An article on stuff.co.nz highlights wait times between a cancer diagnosis and treatment. This is the first in series of articles the Cancer Society is supporting to raise awareness of cancer in New Zealand before Daffodil Day, 27 August 2021.

Bridie Witton reports.

Fast cancer diagnosis and treatment can be the difference between life and death. But since 2018 the national average for treating the most urgent suspected cases within two months has dipped below 90 per cent, after it was axed as a health target.

Five years of bleeding and five urgent requests weren’t enough to get 69-year-old Dawn Birse a colonoscopy – a screening test for bowel cancer. What Birse and clinicians didn’t know was she had an 18-centimetre tumour, and the cancer was spreading to her lymph nodes.

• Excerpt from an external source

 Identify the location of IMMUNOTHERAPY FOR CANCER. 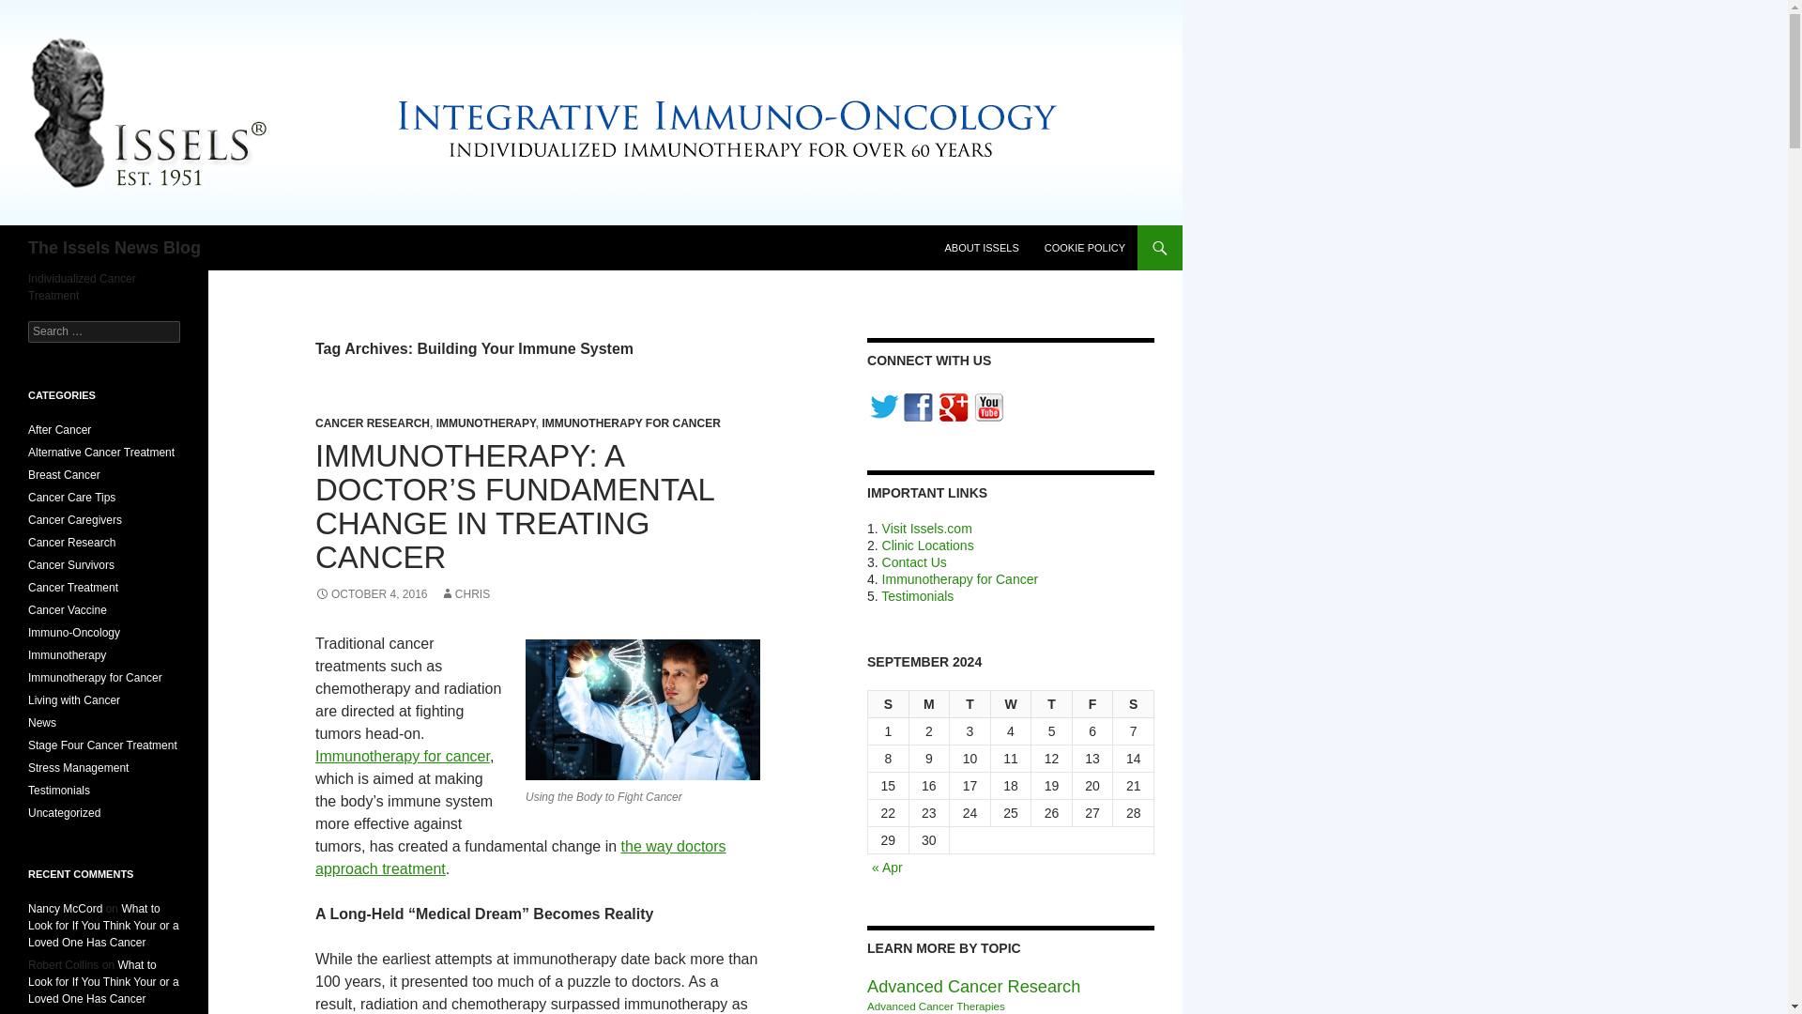
(631, 422).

By then I was really bleeding quite badly,” she says. “I had known all that time that something wasn’t right.

Dawn Birse

Cancer is New Zealand’s single biggest cause of death, although survival rates are increasing. Every year about 25,000 people are diagnosed with cancer, most commonly of the breast, lung, prostate and colorectal (bowel). Nearly 3000 of those are Māori, who are twice as likely to die from cancer than non-Māori because of inequities in the health system.

The Labour government in 2007 introduced six measures called national health targets to serve as a snapshot of how well the system was working. One of them was a requirement for faster cancer treatment, which in 2014 was refined to ensure 90 per cent of patients referred urgently with a high suspicion of cancer received their first treatment (or other management) within 62 days of the referral being received by the hospital.

Nationally, this has been below target since 2018 – dropping the month after then-health minister David Clark axed public reporting of the targets, and said officials would develop new ones.

But in Birse’s case, her referrals were denied and she couldn’t get into the system. She forked out for a private colonoscopy, which found the tumour. She was urgently operated on and went through three months of chemotherapy, as the cancer had spread to half of her lymph nodes.

She may not have needed chemotherapy if the cancer had been caught earlier.

Now, the great-grandmother from Invercargill lives with the threat of the cancer returning. She has three-monthly blood tests, and will have a follow-up colonoscopy in November.

But what has stuck in her throat the most was how she wasn’t listened to – time and again.

You are starting to feel like, are you insane? Are you a hypochondriac? I started to do self-diagnosis. I was looking at my diet ... what is it?

Dawn

National Party health spokesman Shane Reti and Cancer Society medical director Chris Jackson both say high-quality data is integral to improving the health system, and attention to faster cancer treatment has waned since it stopped being reported publicly.